Open Rodrigodd opened 4 months ago
In general I would strongly advise against using inout
ports for anything except connecting to I/O buffers. (In the HDL I maintain, Amaranth, the equivalent of inout
wires is a distinct type that you can't directly use with logic.) While in principle supported in Verilog, their practical support is so sparse and full of bugs that it is not worth it chasing down all those bugs, as opposed to the alternative of using normal logic to perform multidirectional connections.
I realize that you are working with an existing design. As a solution to that I would suggest a pre-processing pass that converts internal inout
wires to normal logic and then optimizing that logic.
In general I would strongly advise against using inout ports for anything except connecting to I/O buffers.
Yeah, I would also avoid using tri-state signals, but the project I mentioned is reverse-engineering the logic circuit from dieshots of the main SoC of a GameBoy Model B, and for maintainability it is important that the logic maps very closely to the actual circuit.
As a solution to that, I would suggest a pre-processing pass that converts internal
inout
wires to normal logic and then optimizes that logic.
Yes, that would be the optimization pass I mentioned in the last paragraph.

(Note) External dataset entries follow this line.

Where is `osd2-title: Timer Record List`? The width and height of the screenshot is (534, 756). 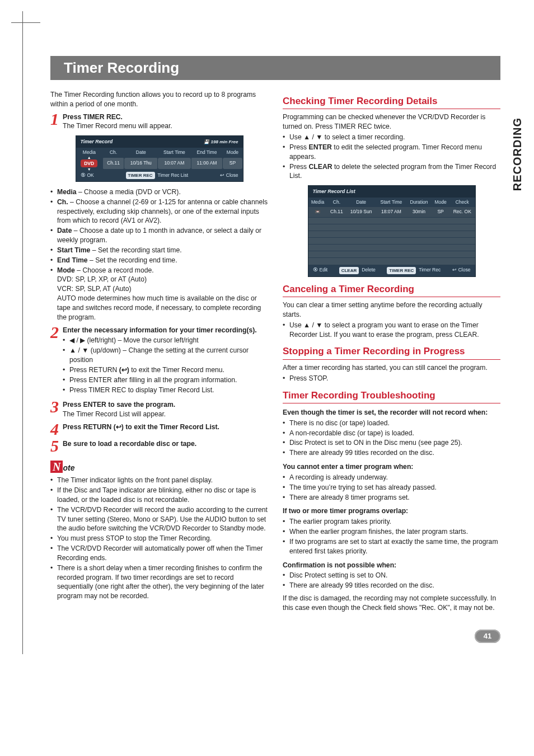 osd2-title: Timer Record List is located at coordinates (334, 191).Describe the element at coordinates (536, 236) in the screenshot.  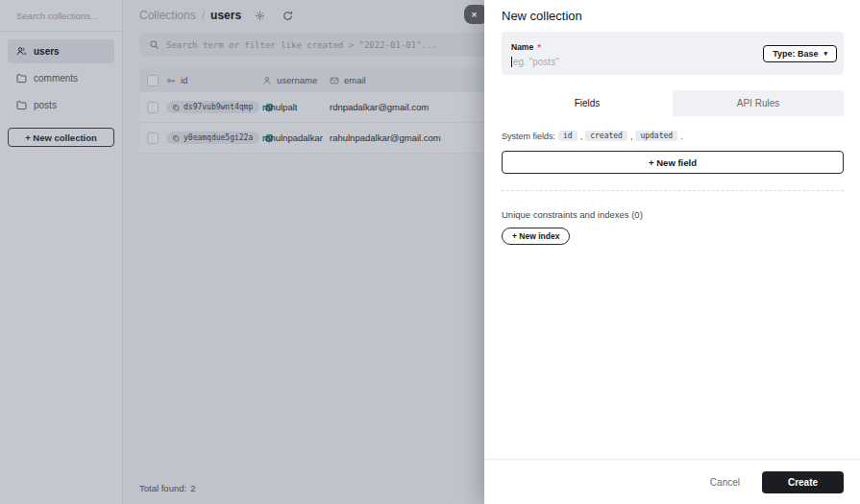
I see `new-index-button: + New index` at that location.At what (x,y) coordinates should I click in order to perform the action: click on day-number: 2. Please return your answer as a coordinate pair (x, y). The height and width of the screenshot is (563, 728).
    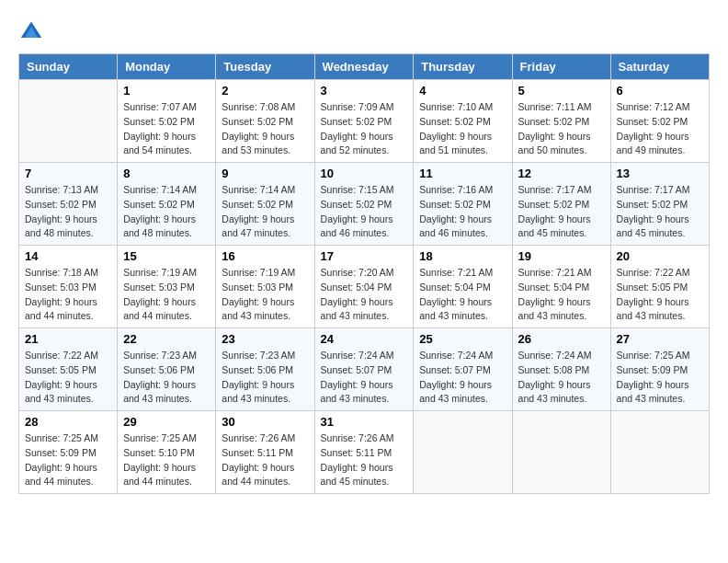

Or is there already a pre-processing pass that does what I want to achieve?
Or is there already a pre-processing pass that does what I want to achieve?
I don't think so. flatten
in particular is... cursed, I had to rework it a fair amount a few years ago so that it would preserve source level names, and that didn't make me a happier person. If you would like compiler advice (general or specific to Yosys) I think you can reach out to me and I'll share it.
If you would like compiler advice (general or specific to Yosys), I think you can reach out to me and I'll share it.
That would be great! I didn't take a big look at the code base, but I remember seeing that each pre-processing pass is implemented in its own file and works independently from one another, mostly traversing and mutating the RTLIL representation (but I only took a look at the tribuf
pass implementation).
If you could tell me which approach you think is better, either making flatten
have better support or adding a pass for merging connected wires. I think the latter approach sounds more approachable, and I may need it anyway to make the tribuf
pass work more consistently (I am hoping that the tribuf
pass will optimize out most uses of high-impedance signals).
And if you could also point to any previous pass I can base my implementation on, or if there are any resources about creating a new pass. But if there are no resources specific to that, no worries, I can probably figure things out by myself. Thanks.
I would advise you to leave flatten
as it is and write a custom pass. Feel free to reach out to me on IRC or Matrix for advice (whitequark on libera, @whitequark:matrix.org)
An update on this issue. I got to the point of implementing a pass that does what I described above, replacing all wires in the same net with a single representative wire. You can see the implementation here. However, after running some small-scale tests with opt_clean
and reviewing the code, it appears that opt_clean
was supposed to do exactly what I needed, although it wasn't working for the entire design.
Later on, I extended the tribuf
pass to propagate all tri-state signals, which superseded this issue (see https://github.com/YosysHQ/yosys/pull/4661), so I didn't investigate this further.
I will close this issue as resolved when the linked PR is merged.
Feature Description
I am currently trying to magically speed up the simulation of dmgcpu by checking if I can get yosys to optimize out all uses of high-impedance signals in the design, write it to Verilog, and then simulate it using Verilator.
One problem I am stumbling on is that, after I
flatten
the design andwrite_verilog
, signals don't propagate into modules throughinout
ports when they are not being internally driven.For example, in the design below I have two submodules, each one driving the
bus
on one half of the cycle. I also have abus1
signal that exposes the internalbus
of the first module, for easier visualization.The entire project, including a
Makefile
and therun.v
testbench: test.zipIf I simulate it with
iverilog -o test.vvp test.v run.v -DVCDFILE="\"test.vcd\"" && vvp test.vvp -vcd
, thebus
andbus1
signals are equal as expected:But if I flatten the design first (
yosys -p "read_verilog test.v; hierarchy -check; flatten; write_verilog test.yosys.v;"
), thebus1
is no longer equal tobus
, displaying a high-impedance state:Expected Solution
The problem is that, when flattening,
inout
ports are treated likeoutput
ports, directionally connecting the internal wire with the external one. We can see that in the RTLIL format (yosys -p "read_verilog test.v; hierarchy -check; flatten; write_rtlil test.yosys.rtlil;"
):A proper solution would make a bidirectional connection between the two wires and eventually replace both signals with a single wire (by eventually, I may mean immediately, because I am not sure if it is possible to add bidirectional connections to Yosys' internal representation). Another solution would be to add an optimization pass that replaces all connected wires with a single one (which would treat all ports as
inout
, but that is not a problem in my particular case).If anyone is willing to give me a direction on how any of the two solutions above can be implemented, I will give it a shot.